Attorney Randall Richards also suggests in court documents that the former officer, Don Henry Johnson, set fire to his own house last year and has lied about evidence related to the wiretap case having been destroyed in the blaze.

Johnson was charged last month in 2nd District Court with two counts of second-degree felony drug distribution. Each count carries the possibility of one to 15 years in prison.

In parts of 2013 and 2014, Johnson was assigned to the Weber-Morgan Narcotics Strike Force, where Johnson obtained a warrant to tap the phones of multiple people, according to court documents. Johnson suspected them of belonging to a drug trafficking ring operated by Ogden Trece — a gang local police have long attempted to vanquish.

One defendant, Bobby Gilbert Martinez, 37, was charged in 2013 with 11 first-degree felonies related to drug distribution. Charges allege that through phone monitoring and on-site surveillance police determined Martinez was a regular distributor of methamphetamine for an Ogden woman who received the drugs from a Phoenix man, who got them from Mexico.

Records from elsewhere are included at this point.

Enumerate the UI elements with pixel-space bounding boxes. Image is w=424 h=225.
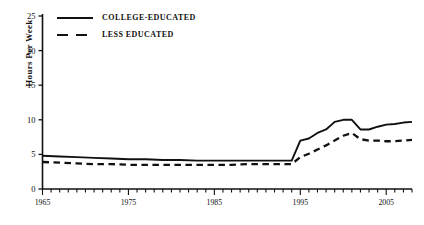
x-tick-label: 2005 [378,198,394,207]
x-axis: 19651975198519952005 [35,189,412,207]
legend-item-college-educated: COLLEGE-EDUCATED [57,9,196,26]
y-tick-label: 0 [31,184,35,194]
legend-dashed-line-swatch [57,30,93,40]
y-axis-label: Hours Per Week [24,0,34,108]
y-tick-label: 5 [31,149,35,159]
y-tick-label: 10 [27,115,36,125]
legend-label-college-educated: COLLEGE-EDUCATED [102,13,196,22]
x-tick-label: 1985 [207,198,223,207]
x-tick-label: 1975 [121,198,137,207]
data-series-group [43,120,413,165]
legend-label-less-educated: LESS EDUCATED [102,30,174,39]
chart-legend: COLLEGE-EDUCATED LESS EDUCATED [57,9,196,43]
series-line-college-educated [43,120,413,161]
legend-item-less-educated: LESS EDUCATED [57,26,196,43]
chart-container: Hours Per Week COLLEGE-EDUCATED LESS EDU… [0,0,424,225]
x-tick-label: 1965 [35,198,51,207]
legend-solid-line-swatch [57,13,93,23]
x-tick-label: 1995 [292,198,308,207]
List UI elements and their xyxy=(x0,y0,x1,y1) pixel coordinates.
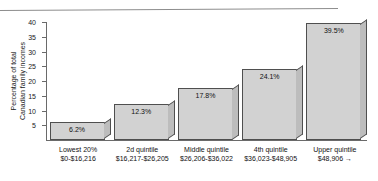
y-axis-title-line-2: Canadian family incomes xyxy=(18,42,25,120)
x-axis-category-3: Middle quintile xyxy=(184,146,229,153)
bar-side-face-3 xyxy=(232,84,239,139)
x-axis-label-2: 2d quintile$16,217-$26,205 xyxy=(106,146,178,163)
x-axis-category-2: 2d quintile xyxy=(126,146,158,153)
x-axis-label-1: Lowest 20%$0-$16,216 xyxy=(42,146,114,163)
x-axis-label-3: Middle quintile$26,206-$36,022 xyxy=(170,146,242,163)
bar-value-label-5: 39.5% xyxy=(307,27,360,35)
bar-side-face-1 xyxy=(104,118,111,139)
x-axis-range-4: $36,023-$48,905 xyxy=(235,155,307,164)
y-tick-label-5: 5 xyxy=(32,122,36,129)
y-tick-30: 30 xyxy=(42,52,46,53)
y-tick-10: 10 xyxy=(42,111,46,112)
bar-5: 39.5% xyxy=(306,23,361,140)
x-axis-range-1: $0-$16,216 xyxy=(42,155,114,164)
plot-area: Percentage of total Canadian family inco… xyxy=(46,22,367,140)
y-tick-label-35: 35 xyxy=(28,33,36,40)
x-axis-category-4: 4th quintile xyxy=(254,146,288,153)
bar-4: 24.1% xyxy=(242,69,297,140)
y-tick-25: 25 xyxy=(42,66,46,67)
bar-value-label-4: 24.1% xyxy=(243,73,296,81)
bar-side-face-2 xyxy=(168,100,175,139)
top-divider-rule xyxy=(0,8,338,11)
y-axis-title: Percentage of total Canadian family inco… xyxy=(10,42,27,120)
y-tick-15: 15 xyxy=(42,96,46,97)
y-tick-label-25: 25 xyxy=(28,63,36,70)
bar-side-face-5 xyxy=(360,20,367,139)
x-axis-category-1: Lowest 20% xyxy=(59,146,97,153)
bar-value-label-3: 17.8% xyxy=(179,92,232,100)
bar-side-face-4 xyxy=(296,65,303,139)
y-tick-label-20: 20 xyxy=(28,78,36,85)
y-tick-20: 20 xyxy=(42,81,46,82)
y-tick-label-30: 30 xyxy=(28,48,36,55)
x-axis-label-4: 4th quintile$36,023-$48,905 xyxy=(235,146,307,163)
y-tick-label-15: 15 xyxy=(28,92,36,99)
y-tick-label-40: 40 xyxy=(28,19,36,26)
bar-2: 12.3% xyxy=(114,104,169,140)
x-axis-range-3: $26,206-$36,022 xyxy=(170,155,242,164)
y-tick-label-10: 10 xyxy=(28,107,36,114)
y-axis-title-line-1: Percentage of total xyxy=(10,52,17,111)
y-tick-35: 35 xyxy=(42,37,46,38)
chart-figure: Percentage of total Canadian family inco… xyxy=(0,0,378,181)
y-tick-40: 40 xyxy=(42,22,46,23)
y-tick-5: 5 xyxy=(42,125,46,126)
x-axis-range-2: $16,217-$26,205 xyxy=(106,155,178,164)
bar-value-label-2: 12.3% xyxy=(115,108,168,116)
x-axis-line xyxy=(46,140,367,141)
x-axis-category-5: Upper quintile xyxy=(313,146,356,153)
y-axis-line xyxy=(46,22,47,140)
bar-1: 6.2% xyxy=(50,122,105,140)
x-axis-range-5: $48,906 → xyxy=(299,155,371,164)
x-axis-label-5: Upper quintile$48,906 → xyxy=(299,146,371,163)
bar-value-label-1: 6.2% xyxy=(51,126,104,134)
bar-3: 17.8% xyxy=(178,88,233,141)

Richards filed two motions Friday on behalf of Martinez. One asks that evidence obtained through the wiretaps be suppressed. The second motion asks that the charges be dismissed for violation of Martinez's due process.

Both motions hinge on Johnson. Wiretaps require police meet a higher standard of probable cause than an average search warrant, including demonstrating to a judge that other investigative techniques have proven unsuccessful.

Richards contends that the only other thing Johnson did to investigate Martinez was to arrange for an informant to twice buy drugs from another defendant.

The informant has been unwilling to testify and the only evidence offered of the drug transactions is Johnson's testimony from an April 2014 preliminary hearing for Martinez, who was ordered by a judge to stand trial.

Recorded conversations with that informant, which allegedly documented the drug purchases, were saved on Johnson's phone and a computer at his home in Riverdale, according to Johnson's testimony at the preliminary hearing.

Johnson, according to Richards' motions, said those devices were destroyed in a fire at his Riverdale home Jan. 23, 2014.

But Richards said a private investigator's report and photographs from the fire shows no property within the home was destroyed; the house only sustained some smoke and water damage, and some insulation fell from the ceiling.

Richards also says there is evidence that Johnson set the fire. The fire started when clothes were left against an open furnace, according to the private investigator's review of a report by fire investigators. Johnson's family was not at home at the time and neighbors told the investigator they saw Johnson run from the home and drive away as the neighbors were already starting to smell smoke.

Richards also accuses Johnson of lying in the wiretap application about the defendants' roles in Ogden Trece. In an interview Tuesday, prosecutors stipulated that neither Martinez nor his co-defendants belong to Ogden Trece, Richards said.

Richards said the wiretap warrant that netted charges against Martinez led to more suspects, and the strike force used information stemming from the Martinez case to obtain additional wiretap warrants.

The strike force "wouldn't have gotten that 20th or 30th wiretap if they hadn't gotten the original one," Richards said Tuesday.

Richards represents two other defendants netted with later wiretap warrants. Johnson was not the strike force agent who obtained those warrants, but Richards said he anticipates filing similar suppression motions in those two cases.

Neither motion filed Friday discusses the criminal charges against Johnson. Richards said the motions were written before Johnson was charged.

"I'm certainly going to bring it up when we have a hearing," Richards said.

An attorney for Johnson did not return messages seeking comment Tuesday.

In the criminal case filed against Johnson, court documents say he contacted a confidential informant who previously helped him on 15 drug stings and asked her to arrange to purchase the painkiller Oxycodone in May 2014 and again on July 5. But in those two cases, court documents say, Johnson did not ask the woman to fill out the police paperwork she completed in previous cases.

It is not clear if the confidential informant in the criminal case against Johnson is the same one used against Martinez and his co-defendants.

A summons has been issued ordering Johnson, 29, to appear in 2nd District Court in Ogden on March 4 before Judge W. Brent West.

Johnson — who resigned from the Ogden police department Jan. 15 — has not been charged with crimes related to the fire at his home.